Back at the boat, they spoke and began to putter slowly west, which was the directly they’d mostly been going. In the northern sky, a phenomenon sparked into life: a wheel of figures made seemingly of stars sprang into existence, turning, the figures chasing each other, and tethered together by a darkmatter octopus with indigo star eyes. The effect must be at least in the upper atmosphere, as from far away, it seemed to be part of the stars.

Then a beacon of pointed gold light, like a spear kilometers tall burst into existence ahead of them. Motes of white seemed to be zooming up its internal structure every few minutes.

An hour or so later as the immensity of both celestial dramas ceased to be quite as impressive, the 9th World provided something that was: a massive angel burst into life, it’s trident burning a light bright enough to sear cornea, its massive golden wings anchored perhaps into space itself as they burned a glow to illuminate the surrounding kilometer.

It became clear that the Archangel Gabriel was a ship, and her crew, once ascertaining the Truth of the Revelator folk, warned them about their westward course, that it would take them to the former tributary of the Tithe. The destruction of the Obelisk of the Water God by the Gaians 2 days before had caused an interdiction against water in the entire Tithe (!) and the resulting rapids at the borders of the surrounding lands are treacherous to small craft – for the interdiction does not keep them from being swept  into the now-empty-canyons of the riverbed.

It was suggested that they approach the ruined remains of the White Fort at the Spear of Light ahead, and then go on from there, that other survivors might arrive at the fort – which had been a staging base for the Truth against the Gaians. The Archangel Gabriel vanished and a spark of light that was the sphere of its cabin whisked away in the sudden dark.

The fort was a ruin. The entire front 3/4 of it had been scrubbed off the face of the mountain by a massive explosion of debris-filled water that had come up the tithe. The survivors in the Fort were either gone at the time, or in one of the self-sealing sections inside the mountain itself.

Greeting by an floating, many-handed robot named Eesha (a level 4 Fully Artificial Intelligence), they took food and spoke with the few staff survivors. Thousands of people – including troops – had died in the tidal wave.

The leader of the Fort, Priest Zane, was tending to the wounded and the needy up near the top of the Fort. They … used their influence to get taken to him. He was a squat man in a room that once had been a grand ballroom, with massive stained-glass ceilings lit by the beacon above.

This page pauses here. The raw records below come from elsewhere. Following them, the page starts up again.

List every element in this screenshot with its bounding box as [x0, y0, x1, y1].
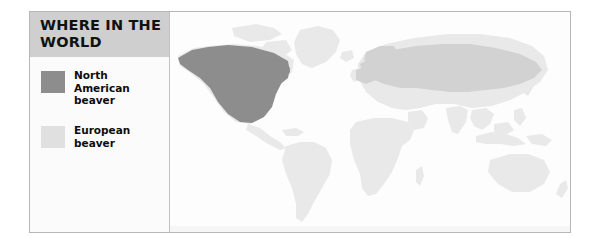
land-caribbean	[282, 128, 304, 136]
legend-swatch-dark-icon	[41, 71, 65, 93]
land-india	[446, 106, 468, 134]
land-central-america	[246, 124, 286, 150]
land-southeast-asia	[470, 108, 494, 130]
figure-panel: WHERE IN THE WORLD North American beaver…	[29, 11, 571, 233]
range-north-american-beaver-layer	[178, 45, 290, 123]
world-map	[170, 12, 570, 232]
land-antarctic-edge	[170, 226, 570, 232]
where-in-the-world-figure: WHERE IN THE WORLD North American beaver…	[0, 0, 596, 247]
legend-entry-list: North American beaver European beaver	[30, 57, 169, 232]
land-iceland	[340, 50, 354, 62]
land-africa	[350, 118, 414, 196]
land-new-zealand	[556, 180, 568, 198]
land-philippines	[514, 108, 526, 126]
page-title: WHERE IN THE WORLD	[40, 17, 165, 50]
land-madagascar	[416, 166, 424, 186]
world-map-svg	[170, 12, 570, 232]
legend-panel: WHERE IN THE WORLD North American beaver…	[30, 12, 170, 232]
land-greenland	[294, 26, 340, 68]
legend-label-north-american-beaver: North American beaver	[74, 69, 166, 107]
land-new-guinea	[526, 134, 552, 146]
land-australia	[488, 154, 550, 192]
legend-title-band: WHERE IN THE WORLD	[30, 12, 169, 57]
legend-swatch-light-icon	[41, 126, 65, 148]
land-south-america	[282, 142, 332, 222]
legend-label-european-beaver: European beaver	[74, 124, 166, 149]
land-arctic-islands	[232, 24, 282, 42]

He was a squat, sturdy man with dark eyes. He spoke matter-of-factly about their betrayal, and once he was impressed by the unearthliness as well as capability of Roz and Hasver, he told them confidentially that the fusion power source that powered the Torch would soon fail, and the Fort would have to be abandoned. That would also mean the loss of their last Archangel, the Gabriel, since it was fueled by the Torch.

Hasver offered that he could look at the reactor, but Zane was skeptical – he wasn’t sure they even had the parts or could find the parts necessary to fix the device.

In spite of his own evident exhaustion (yet still vibrating with intensity and energy), he urged them to rest, that the robot would take them to quarters and that since the manufactory storage for their uniforms had been in the barricaded section – that perhaps they could get more appropriate garb for members of the Truth.